The day all things became new

It was a sunny summer day in 1972, the day I finally gave up to the nagging voice in my soul. A little voice kept calling my name. “Bette.” Whispering to me, reminding me, persuading me, cajoling me. Tch-tching me.  Umm umm-ing me. Uhh uhh-ing me, too. Soothing me, urging me, pricking me, always nagging me.

For years the voice had waxed and waned, but it had never really gone away, ever since a day as a teenager in church I had told God once again that I understood how to be saved, and yes, I wanted to be saved, and okay, okay, I’ll accept Jesus as my “saver.”  Not really enthusiastic about it, I just said it and promptly forgot it.

I went to church weekly in those days, a Bible-teaching church, but one that taught that the miracle life of the apostles and New Testament Christians had died out and would only come back to reality in heaven.  Dispensational theology, they called it.  I wasn’t attracted by it, and soon after my father died in 1960, I dropped out of church.

I also dropped out of college in my first semester, to get married.  Really, to get away from home, where my widowed mother seldom was present, and when she was, seldom was pleasant.  So I got married, got a job, had two children, bought a home, had lots of responsibilities and no extra time to spend in church.

Weekends were full of housework and yard work and garden work.  I had plenty to do and not nearly enough hours to do it in.  Some years went by, responsibilities grew, the children grew, and I grew too.  More and more miserable, that is.

So, as I washed dishes one sunny afternoon, looking out of the kitchen window and crying into the dish water, I finally gave up.  The little voice of the Holy Spirit called my name again, as he had dozens of times before, and this time I said, “Lord, I’ve tried to manage my life my way for so long, and I’ve made a mess out of it.  If you can help me, please come and manage my life for me.  Jesus, be my Lord.”

The earth didn’t shake, but the strangest things happened in an instant.  As I continued looking out of the window, I saw the grass get greener.  The tall Eisenhower cannas, in full bloom beside my kitchen window, were brighter orange.  The brown trunk of the pine tree in the middle of the back yard got browner.  Nothing outside looked the same as it had a minute ago.

I dropped my dishrag into the sink and walked out into the back yard.  I couldn’t get over it!  The garden dirt was “dirt-ier,” the house bricks were “brick-ier,” the fruit trees were “tree-ier,” everything was new!  The grass, the bushes, the flowers, the leaves, the weeds, the sky, the clouds, everything!

I had trouble walking, I felt so weird.  I wanted to run, and jump, and twirl, and kneel, and fall flat on my face.  I knew in that moment what the verse meant that said if anyone is in Christ, he is a new creature — I knew that the trees and bushes weren’t new, I was new.

Was I saved before that?  I had not been changed in any fundamental way earlier.  I had always mentally believed Jesus was real, that he was God, had agreed that the Bible was true and that he had died to save me from my sins.  But I hadn’t given him any real place in my existence otherwise.

Now I was changed from the inside out, and he had a decided place in my life.  Jesus was now taking up a management position — Lordship — in my soul and spirit.  I had just made Jesus both Savior AND Lord.  Whew!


WORK INSTRUCTION: Only lines holding "with" are needed; copy each of them from the data below.
START DATA
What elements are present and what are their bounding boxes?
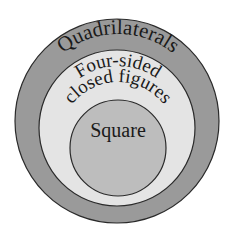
label-square: Square — [90, 119, 146, 142]
inner-circle-square — [70, 100, 166, 196]
nested-venn-diagram: Quadrilaterals Four-sided closed figures… — [0, 0, 233, 235]
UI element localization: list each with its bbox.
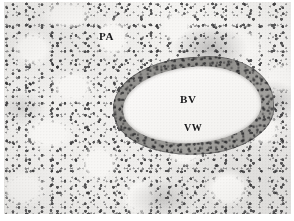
figure-root: PA BV VW [0, 0, 294, 221]
label-vessel-wall: VW [184, 123, 202, 133]
label-blood-vessel: BV [180, 94, 196, 105]
micrograph-image: PA BV VW [4, 2, 291, 214]
label-pulmonary-alveoli: PA [99, 31, 114, 42]
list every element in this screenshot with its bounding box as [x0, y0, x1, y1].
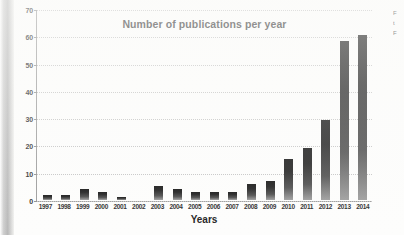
- bar: [210, 192, 219, 200]
- y-axis-tick-label: 20: [26, 143, 33, 150]
- plot-area: 010203040506070 Number of publications p…: [36, 10, 372, 202]
- y-axis-tick-mark: [34, 201, 37, 202]
- y-axis-tick-mark: [34, 92, 37, 93]
- bar-slot: [94, 10, 113, 200]
- bar: [173, 189, 182, 200]
- x-axis-tick-label: 1998: [55, 203, 74, 210]
- bar-chart: 010203040506070 Number of publications p…: [36, 10, 372, 202]
- x-axis-tick-label: 2008: [241, 203, 260, 210]
- bar-slot: [168, 10, 187, 200]
- bar-slot: [261, 10, 280, 200]
- y-axis-tick-label: 0: [29, 198, 33, 205]
- bar-slot: [205, 10, 224, 200]
- caption-line-2: t: [393, 18, 404, 28]
- y-axis-tick-mark: [34, 65, 37, 66]
- y-axis-tick-label: 70: [26, 7, 33, 14]
- x-axis-tick-label: 2003: [148, 203, 167, 210]
- bar-slot: [149, 10, 168, 200]
- bar-slot: [279, 10, 298, 200]
- bar: [284, 159, 293, 200]
- x-axis-tick-label: 2005: [185, 203, 204, 210]
- x-axis-tick-label: 2006: [204, 203, 223, 210]
- bar: [303, 148, 312, 200]
- caption-line-1: F: [393, 8, 404, 18]
- bar-slot: [316, 10, 335, 200]
- y-axis-tick-mark: [34, 174, 37, 175]
- y-axis-tick-mark: [34, 119, 37, 120]
- y-axis-tick-label: 30: [26, 116, 33, 123]
- bar-slot: [335, 10, 354, 200]
- bar: [340, 41, 349, 200]
- bar-series: [38, 10, 372, 200]
- x-axis-tick-label: 2011: [297, 203, 316, 210]
- x-axis-tick-label: 2012: [316, 203, 335, 210]
- bar-slot: [187, 10, 206, 200]
- bar-slot: [224, 10, 243, 200]
- x-axis-tick-label: 2007: [223, 203, 242, 210]
- x-axis-tick-label: 2010: [279, 203, 298, 210]
- x-axis-tick-label: 2013: [335, 203, 354, 210]
- clipped-caption-text: F t F: [393, 8, 404, 38]
- caption-line-3: F: [393, 28, 404, 38]
- page-edge-shadow: [0, 0, 14, 235]
- bar: [43, 195, 52, 200]
- bar: [247, 184, 256, 200]
- bar: [61, 195, 70, 200]
- x-axis-tick-label: 2000: [92, 203, 111, 210]
- x-axis-tick-label: 2004: [167, 203, 186, 210]
- y-axis-tick-label: 60: [26, 34, 33, 41]
- x-axis-tick-labels: 1997199819992000200120022003200420052006…: [36, 203, 372, 210]
- bar: [154, 186, 163, 200]
- y-axis-tick-label: 10: [26, 170, 33, 177]
- bar-slot: [298, 10, 317, 200]
- bar-slot: [112, 10, 131, 200]
- gridline: [37, 201, 372, 202]
- x-axis-title: Years: [36, 214, 372, 225]
- x-axis-tick-label: 2009: [260, 203, 279, 210]
- x-axis-tick-label: 2014: [353, 203, 372, 210]
- bar: [228, 192, 237, 200]
- x-axis-tick-label: 2002: [129, 203, 148, 210]
- bar: [98, 192, 107, 200]
- scanned-figure-page: 010203040506070 Number of publications p…: [0, 0, 404, 235]
- bar-slot: [38, 10, 57, 200]
- bar: [191, 192, 200, 200]
- bar-slot: [57, 10, 76, 200]
- bar-slot: [131, 10, 150, 200]
- bar: [358, 35, 367, 200]
- y-axis-tick-mark: [34, 146, 37, 147]
- bar-slot: [354, 10, 373, 200]
- bar: [321, 120, 330, 200]
- x-axis-tick-label: 1999: [73, 203, 92, 210]
- bar: [80, 189, 89, 200]
- bar-slot: [242, 10, 261, 200]
- y-axis-tick-mark: [34, 10, 37, 11]
- bar: [266, 181, 275, 200]
- x-axis-tick-label: 2001: [111, 203, 130, 210]
- bar-slot: [75, 10, 94, 200]
- y-axis-tick-label: 50: [26, 61, 33, 68]
- x-axis-tick-label: 1997: [36, 203, 55, 210]
- y-axis-tick-mark: [34, 37, 37, 38]
- bar: [117, 197, 126, 200]
- y-axis-tick-label: 40: [26, 88, 33, 95]
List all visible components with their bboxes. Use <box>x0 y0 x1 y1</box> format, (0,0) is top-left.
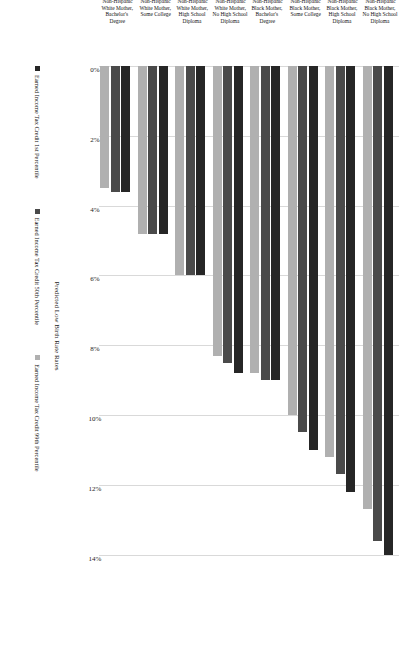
END DATA
EXERCISE RESPONSE:
UI element localization: list each with its bbox.
list every element in this screenshot with its bounding box as [x0, y0, x1, y1].
List all visible components with their bboxes. Use <box>x0 y0 x1 y1</box> format, (0,0) is top-left.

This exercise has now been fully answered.